Rock band Gooding gets Miami-area kids excited about managing their finances
To musician Gooding, rock n’ roll is a way to teach kids about finances.
On Monday afternoon at the Adrienne Arsht Center’s Knight Concert Hall — through electric guitars, booming drums and a thumping beat — Gooding and his band got about 1,200 Miami-Dade County middle- and high-school students excited to learn about credit cards, credit scores and investments.
“The music makes the medicine go down easier,” Gooding said.
This is the second year the Kansas and California-based band Gooding has traveled to Florida to perform at several South Florida schools. The band, which works with the nonprofit Funding the Future, is sponsored by Laura Steckler of Steckler Wealth Management Group of Raymond James and Associates. There’s even a website for students to learn about personal finance.
Steckler, a certified financial planner and senior vice president, said it’s easy for kids to fall into financial traps such as payday lenders and high interest rates because they are not taught either by their parents or in school.
“Sadly financial literacy has not been a focus and it needs to be,” she said.
Through a $25,000 grant given by Steckler, she partnered with Miami-Dade County Schools in conjunction with the Social Sciences department to create the first comprehensive financial literacy program for K-12. During the last month of school, students learn about personal finance. The first students participated in the program in May and April.
“This has really mushroomed into something powerful for kids in Miami-Dade County,” Steckler said.
The band's mascot, which is a cartoon devil with a single tear running down its cheek, is to remind the band to “play so good the devil cries,” Gooding said. For about 30 minutes, the students listened to original songs by the four-person band, which just signed a dead with Gold Star Studio in Memphis.
The students bopped their heads and clapped their hands to the beat of the drums. A few hollers and whooping noises came from the crowd.
At the end of the show, Gooding gave a brief presentation on financial literacy, talking about compound interest, investing, credit scores and warning students of payday loans and spending more money than they are making. He gave examples of students athletes, musicians and actors who went bankrupt because of mismanaging their finances.
“Money’s not bad,” he said. “It’s our lack of knowledge that’s screwing us up.”
After the presentation, the band answered questions from students.
“I don’t really understand credit and debit cards,” one girl said.
Gooding jumped up and explained that a debit card lets you use cash from your bank account, and a credit card lets you borrow the bank’s money, but that it's money that needs to be paid back usually within a month.
A boy asked Gooding what’s his favorite color.
“Purple,” Gooding said. “I’m missing Prince.”
Some students, such as Dylan Liman, 13, arrived at the Arsht with no prior knowledge of finances.
The eighth grader from David Lawrence Jr. K-8 Center, said he enjoyed the band.
“They were teaching us how to work with our finances and money,” Dylan said.
He said he now knows how to save his money responsibly.
Aryonah Toussaint, 12, said she knew what a credit and debit card were before the assembly but said she still learned new things. The seventh-grader from Andover Middle School said the band was entertaining and she’d like to see them again.
“They gave us good details that will help us in the future,” she said.
One message that Gooding wants kids to remember is “slow and steady,” he said.
“I know it’s not sexy,” he said, “but it’s important to have a savings account.”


• [Task directions] Below are lines of data; restate word for word those running from the line containing "You are a GUI" to the line containing "This screenshot has", inclusive, and no others.

━━ Entries provided ━━

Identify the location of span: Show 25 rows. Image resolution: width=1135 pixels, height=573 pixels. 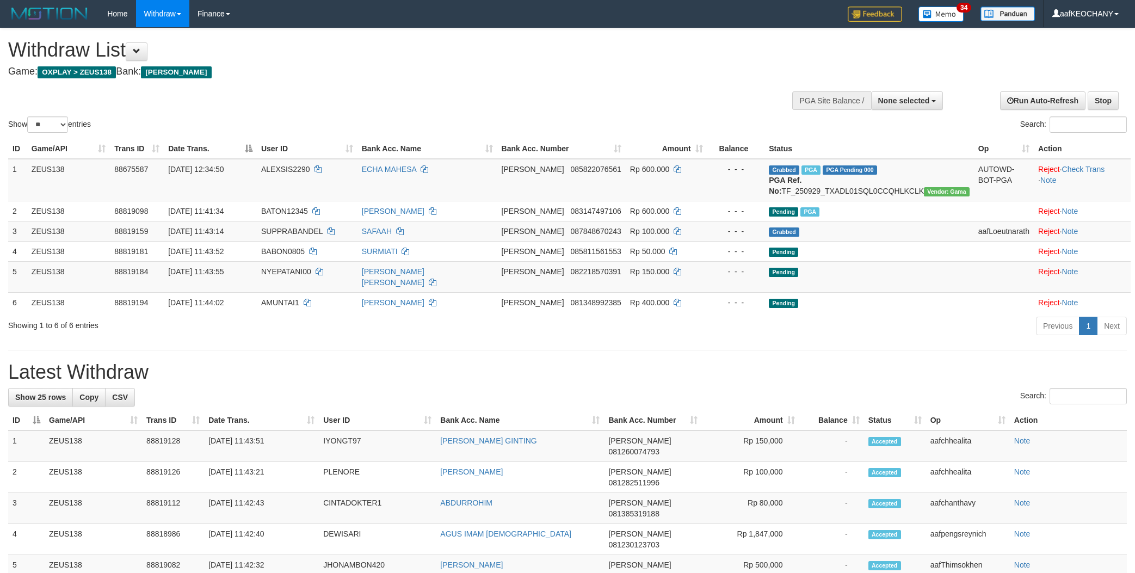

━━━
━━ Entries provided ━━

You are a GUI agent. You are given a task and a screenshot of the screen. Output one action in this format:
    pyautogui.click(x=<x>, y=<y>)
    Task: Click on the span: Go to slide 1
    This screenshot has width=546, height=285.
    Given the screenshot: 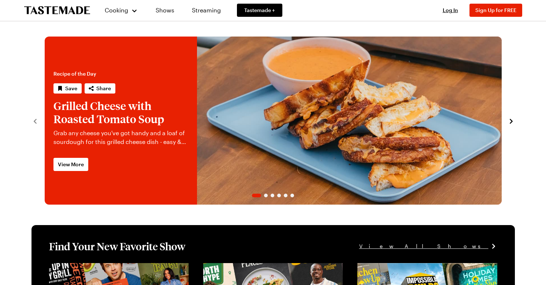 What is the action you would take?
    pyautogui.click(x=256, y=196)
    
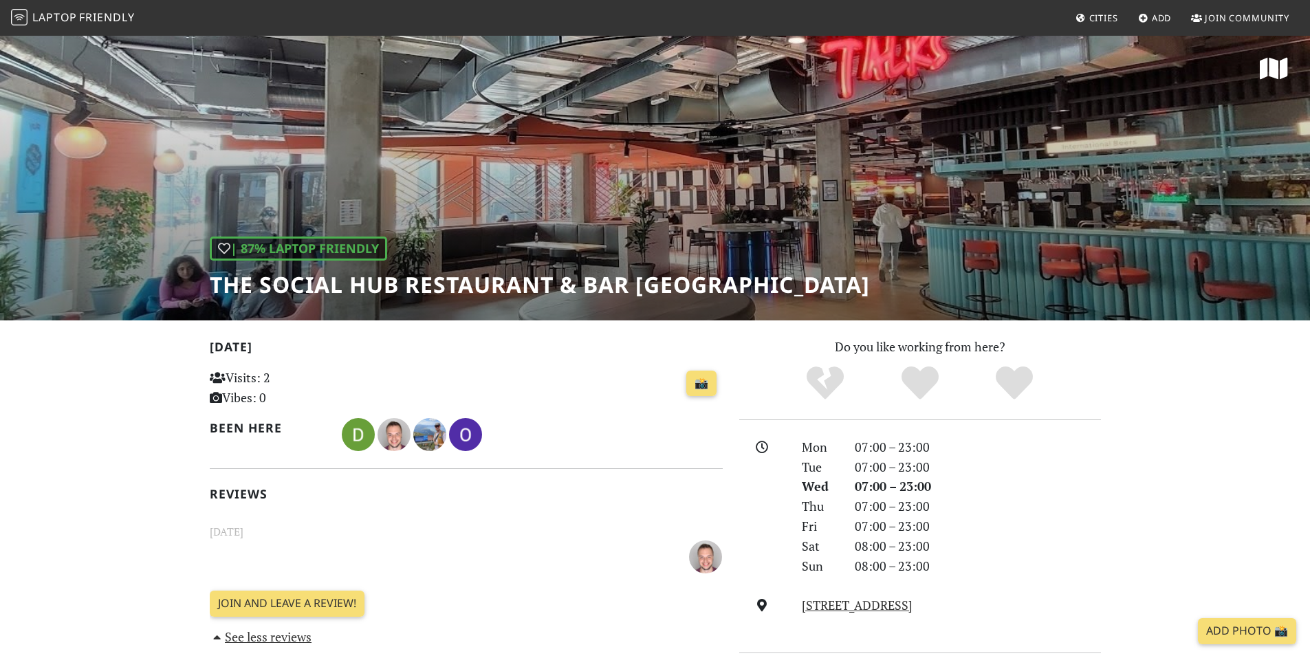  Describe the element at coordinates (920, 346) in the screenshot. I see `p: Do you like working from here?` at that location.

━━━

• [Exercise answer]
You are a GUI agent. You are given a task and a screenshot of the screen. Output one action in this format:
    pyautogui.click(x=<x>, y=<y>)
    Task: Click on the span: Go to slide 1
    This screenshot has width=546, height=285.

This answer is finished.